Personally, I think people exaggerate the “revisionist” ideology involved in the sino-soviet split as the only major factor at play, and they miss the other huge factor at play. China just came out of its Century of Humiliation. There was naturally an incredibly strong paranoia that they would get imperialized again. The Soviets did not help assuage these fears when they started to become heavily influential in China’s direct bordering neighbors; Korea, Mongolia, Vietnam, and later Afghanistan.
If the sino-soviet split was purely about Mao trying to fight Soviet “revisionism,” why did it continue after Mao’s administration ended? It’s not like the Deng administration adhered to the Stalin Model at all, yet the split remained. Well, actually relations did start to finally normalize in the later 1980s culminating in the Sino-Soviet Summit. The reason was that Gorbachev had agreed to some of China’s long-standing demands: to withdraw troops from places like Afghanistan and Mongolia.
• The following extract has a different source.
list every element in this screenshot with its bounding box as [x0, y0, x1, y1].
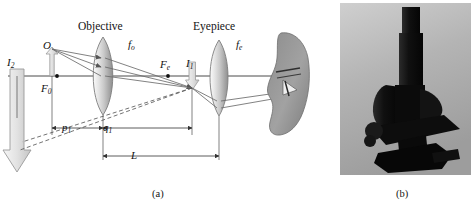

You see, Mongolia is on China’s northern border, Vietnam+Cambodia is on China’s southern border, and Afghanistan is on China’s western border. (The eastern border is just the sea.) In all those three land borders, there was huge Soviet presence, so they were basically surrounded by the Soviet military and given their history, they were naturally paranoid of any big country surrounding them and viewed it as an existential threat.
China has a very long history of constantly breaking apart and reforming again in new eras. This process is very messy, a lot of violence and, more importantly, border changes. Many times in history that his led to Vietnam being invaded by China. So, naturally, the Vietnamese also are a bit fearful of China and do not have the best relationship.
Vietnam sought very close relations with the Soviets as a way to offset this, to the point of having a Soviet military presence in Vietnam. The Chinese did not like a foreign country having a military presence in a bordering power that they have mixed relations with, so they, under Mao’s administration, tried to ally closely with Cambodia to offset this.
However, Cambodia decided to attack Vietnam and then lost the war they started. As the losers, the Vietnamese got to replace their government, and thus Cambodia became a borderline Vietnamese puppet state, which increased tensions between China and the Soviets even more since this meant by proxy more Soviet influence in the region also extended to Cambodia. Just look at what the Cambodia’s People Party did after the USSR fell apart. They immediately flip-flopped from a Marxist-Leninist party to a right-wing monarchist party basically overnight. Unlike the Vietnamese, the Cambodian leadership didn’t really actually embrace Marxism-Leninism and were largely just propped up by a foreign power.
That’s why the Deng administration attacked Vietnam, not with the intent of actually conquering it but as a show of force to say basically “we’re still the boss of this region” since the fall of Cambodia meant a fall of Chinese influence in Cambodia and its replacement by Vietnamese influence and, by proxy, Soviet influence.
A lot of the conflict was realpolitik of China very untrustworthy of any other big powers due to the Century of Humiliation and viewing the Soviets as an expansionist power and thus an existential threat to China, and so relations did not really start normalizing until the Soviets agreed to reduce their influence in the region. But by that point the USSR was already falling apart.
Ideology did play a role but it was moreso tangential and not the fundamental reason for the split. Given China’s history, they were already very uneasy about a major power like the Soviets having so much influence in the region, and Mao viewed de-Stalinization as a betrayal, and so ideology played a role as a tipping point. But you then have to ask the question, why were the relations so fragile in the first place that de-Stalinization was enough to cause friendly powers to suddenly become incredibly hostile towards each other? It’s because the relations were already built upon sand, given China’s historical situation combined with the Soviet’s desire to expand their influence.
Maybe. In one Chinese textbook I read, the author routinely criticized the USSR’s policies in the way it enforced socialism in other countries, usually enforcing a vision of socialism of specifically Russian origin and oppressing local socialist movements who wanted to tailor socialism to their own material conditions. The Chinese did not like this kind of domination and were fearful of it because they did not want to become a Soviet puppet. I think the Soviets could have potentially made decisions to show it was less interested in domination, but I also do think it is fair to say the Chinese could have been less paranoid as well. It’s hard for me to specifically pick a side because both Mao and Khrushchev did/said some unhinged things at times.